Sector

Business finance for aquaculture & fish farms

Aquaculture ties up cash in long grow-out cycles — feed, juveniles, oxygen and husbandry funded for months or years before stock reaches market weight. Short-term company finance funds inputs and equipment across the production gap — lent to the limited company, with no personal guarantee.

3 min read

£10k–£250kTypical facility size
Long grow-outMonths of feed before any sale
No PGLent to the company, not the director

Why aquaculture cash flow is locked in the water

Fish farming — trout, salmon, shellfish and more — has one of the longest working-capital cycles in food production. Stock is bought in as eggs, fry or juveniles, then fed and tended for many months, and in the case of salmon for a year or more, before it reaches the weight a buyer will pay for. Throughout that grow-out the costs never stop: feed is the dominant expense and rises as the fish grow, alongside oxygenation, water management, health treatments, labour and energy. Revenue, by contrast, arrives only at harvest, in concentrated batches. The farm carries the entire cost of the cycle in advance.

Where the cash gets stuck

The defining strain is the grow-out gap: cash sunk into living stock that cannot be sold until it matures. Feed is the single largest drain, bought continuously and in growing volumes against income that is months away. Equipment is the next — tanks, cages, pumps, aeration, filtration and grading gear that must be bought or repaired to keep the system viable. Biological risk compounds the timing: disease, water-quality events or a hard winter can set back a cycle that is already heavily pre-funded, stretching cash further before the harvest pays.

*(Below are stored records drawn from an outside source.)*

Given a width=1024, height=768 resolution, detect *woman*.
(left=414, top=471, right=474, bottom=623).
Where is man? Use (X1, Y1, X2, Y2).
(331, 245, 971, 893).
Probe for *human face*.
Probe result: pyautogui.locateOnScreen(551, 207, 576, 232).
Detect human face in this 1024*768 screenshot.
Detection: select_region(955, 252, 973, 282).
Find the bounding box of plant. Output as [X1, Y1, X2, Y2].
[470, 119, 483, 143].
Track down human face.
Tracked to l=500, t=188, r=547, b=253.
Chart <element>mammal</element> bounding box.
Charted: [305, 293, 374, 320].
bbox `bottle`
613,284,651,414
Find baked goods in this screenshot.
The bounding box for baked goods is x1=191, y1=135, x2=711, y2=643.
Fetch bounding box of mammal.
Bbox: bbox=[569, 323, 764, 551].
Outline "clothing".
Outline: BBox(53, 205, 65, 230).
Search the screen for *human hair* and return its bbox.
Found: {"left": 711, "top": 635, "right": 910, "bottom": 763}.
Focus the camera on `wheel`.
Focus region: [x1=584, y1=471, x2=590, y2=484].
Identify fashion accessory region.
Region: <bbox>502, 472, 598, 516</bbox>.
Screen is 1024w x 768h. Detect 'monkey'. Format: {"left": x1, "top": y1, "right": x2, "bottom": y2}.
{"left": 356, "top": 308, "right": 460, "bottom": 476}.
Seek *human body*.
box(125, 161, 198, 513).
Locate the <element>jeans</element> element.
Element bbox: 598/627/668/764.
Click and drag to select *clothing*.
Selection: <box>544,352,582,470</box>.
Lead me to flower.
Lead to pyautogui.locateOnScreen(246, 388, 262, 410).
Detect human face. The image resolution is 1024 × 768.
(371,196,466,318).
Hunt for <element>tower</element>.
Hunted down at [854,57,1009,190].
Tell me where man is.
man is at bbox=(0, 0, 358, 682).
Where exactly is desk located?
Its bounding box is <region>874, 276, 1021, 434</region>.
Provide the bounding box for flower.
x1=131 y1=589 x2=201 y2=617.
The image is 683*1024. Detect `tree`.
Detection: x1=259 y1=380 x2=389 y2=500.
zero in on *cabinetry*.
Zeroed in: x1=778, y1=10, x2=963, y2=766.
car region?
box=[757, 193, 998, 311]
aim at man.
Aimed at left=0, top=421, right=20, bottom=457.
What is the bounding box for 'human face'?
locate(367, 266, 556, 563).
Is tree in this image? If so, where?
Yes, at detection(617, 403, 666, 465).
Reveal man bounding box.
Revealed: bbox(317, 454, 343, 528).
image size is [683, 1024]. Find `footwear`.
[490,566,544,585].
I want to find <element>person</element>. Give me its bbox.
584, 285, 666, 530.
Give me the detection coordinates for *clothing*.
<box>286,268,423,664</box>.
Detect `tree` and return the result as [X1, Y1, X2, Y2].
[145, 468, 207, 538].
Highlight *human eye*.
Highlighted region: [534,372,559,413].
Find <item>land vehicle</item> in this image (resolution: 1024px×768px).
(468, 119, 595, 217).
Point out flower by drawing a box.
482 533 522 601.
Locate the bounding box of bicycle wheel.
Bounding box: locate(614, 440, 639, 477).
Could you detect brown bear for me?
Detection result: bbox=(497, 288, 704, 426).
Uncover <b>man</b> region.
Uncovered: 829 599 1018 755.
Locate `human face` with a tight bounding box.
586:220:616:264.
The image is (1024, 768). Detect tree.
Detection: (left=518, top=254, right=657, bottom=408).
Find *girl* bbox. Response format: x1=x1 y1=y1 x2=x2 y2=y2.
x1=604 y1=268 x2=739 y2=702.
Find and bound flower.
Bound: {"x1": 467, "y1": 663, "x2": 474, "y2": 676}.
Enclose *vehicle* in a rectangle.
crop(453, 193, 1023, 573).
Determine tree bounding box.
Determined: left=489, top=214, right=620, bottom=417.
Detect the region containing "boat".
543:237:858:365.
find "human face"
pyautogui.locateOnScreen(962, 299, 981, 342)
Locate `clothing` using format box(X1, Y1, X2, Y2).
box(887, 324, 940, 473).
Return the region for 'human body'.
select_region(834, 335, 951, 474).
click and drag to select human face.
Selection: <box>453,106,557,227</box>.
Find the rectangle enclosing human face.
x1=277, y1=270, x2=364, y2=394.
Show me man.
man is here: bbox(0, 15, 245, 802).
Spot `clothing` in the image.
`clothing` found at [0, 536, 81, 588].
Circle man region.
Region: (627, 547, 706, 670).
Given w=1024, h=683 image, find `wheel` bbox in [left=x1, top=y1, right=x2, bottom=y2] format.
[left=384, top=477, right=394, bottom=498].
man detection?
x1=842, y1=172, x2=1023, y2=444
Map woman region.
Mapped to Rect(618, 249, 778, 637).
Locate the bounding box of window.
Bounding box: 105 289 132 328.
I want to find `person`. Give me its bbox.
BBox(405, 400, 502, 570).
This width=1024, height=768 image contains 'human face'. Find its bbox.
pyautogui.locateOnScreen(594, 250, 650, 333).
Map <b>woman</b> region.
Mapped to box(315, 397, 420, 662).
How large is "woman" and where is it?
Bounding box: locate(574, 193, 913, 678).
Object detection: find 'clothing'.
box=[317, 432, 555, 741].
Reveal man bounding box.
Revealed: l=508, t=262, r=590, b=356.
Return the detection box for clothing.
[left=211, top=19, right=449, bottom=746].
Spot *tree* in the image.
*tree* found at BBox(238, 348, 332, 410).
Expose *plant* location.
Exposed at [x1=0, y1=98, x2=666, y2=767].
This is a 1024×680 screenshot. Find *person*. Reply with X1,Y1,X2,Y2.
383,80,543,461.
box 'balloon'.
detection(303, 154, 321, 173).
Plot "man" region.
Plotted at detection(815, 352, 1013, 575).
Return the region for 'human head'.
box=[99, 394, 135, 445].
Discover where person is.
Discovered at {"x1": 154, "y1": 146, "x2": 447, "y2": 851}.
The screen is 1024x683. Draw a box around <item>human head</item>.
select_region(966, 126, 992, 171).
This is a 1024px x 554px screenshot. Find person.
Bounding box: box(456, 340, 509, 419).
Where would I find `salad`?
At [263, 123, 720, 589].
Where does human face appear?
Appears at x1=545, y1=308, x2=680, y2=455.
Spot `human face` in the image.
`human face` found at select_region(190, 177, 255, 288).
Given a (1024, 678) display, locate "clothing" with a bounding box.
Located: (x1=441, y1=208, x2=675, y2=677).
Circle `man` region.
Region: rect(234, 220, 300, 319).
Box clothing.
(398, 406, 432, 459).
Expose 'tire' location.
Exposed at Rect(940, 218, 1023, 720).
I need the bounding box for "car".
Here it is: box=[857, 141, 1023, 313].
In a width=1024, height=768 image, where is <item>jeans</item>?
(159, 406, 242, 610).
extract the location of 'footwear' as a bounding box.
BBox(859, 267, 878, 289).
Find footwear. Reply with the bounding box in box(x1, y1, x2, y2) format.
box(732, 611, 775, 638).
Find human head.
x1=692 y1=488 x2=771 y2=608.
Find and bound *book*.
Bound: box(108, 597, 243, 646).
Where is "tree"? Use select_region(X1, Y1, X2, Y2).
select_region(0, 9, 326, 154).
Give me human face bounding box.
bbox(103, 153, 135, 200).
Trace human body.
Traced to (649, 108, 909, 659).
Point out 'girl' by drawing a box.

What fish farms use funding for

The core use is funding inputs across the production gap — feed and stock through the grow-out months until harvest income arrives. Farms also use finance to buy or repair equipment such as aeration, pumps and grading systems, to invest in capacity that lifts future output, and to bridge between harvest batches when one cycle's cash has been spent and the next is not yet sold. The logic is to fund the cycle that is already growing in the water, then repay from the harvest it produces. Map the cash gap with the working capital calculator.

What to weigh before borrowing

Match the facility to your grow-out and harvest timing, so repayments fall around when batches are sold rather than mid-cycle when nothing can be realised. Build in headroom for biological risk, since a setback delays the very income that repays the borrowing. Ask for the total repayable up front, and read how to forecast cash flow and how to calculate affordability. This is general information, not advice on your accounts.

How short-term company finance fits — no personal guarantee

Credicorp lends to the limited company, not to you personally — no personal guarantee, so your home is not pledged against the facility. As an exempt business lender it provides working capital to UK companies, not regulated consumer credit. A business loan or the flexible Credicorp Flex line gives a controlled pot to fund feed, stock and equipment across the production gap, repaid as harvest batches are sold. You can apply online.

Frequently asked questions

Can finance bridge a long grow-out cycle?

Yes — bridging the gap between sinking cash into feed and stock and selling the matured harvest is the central use. A facility funds the cycle in the water and repays as batches are sold, with the term matched to your production timeline.

Is heavy upfront feed cost a problem for borrowing?

No. Feed-led, long-cycle production is the normal shape of aquaculture, and lenders assess the company's full trading and harvest income rather than month-to-month outflows. Building headroom for biological risk into the facility is sensible.

Funding for UK limited companies

Credicorp lends to your company, not to you personally — short-term working capital with no personal guarantee. See what your business could access.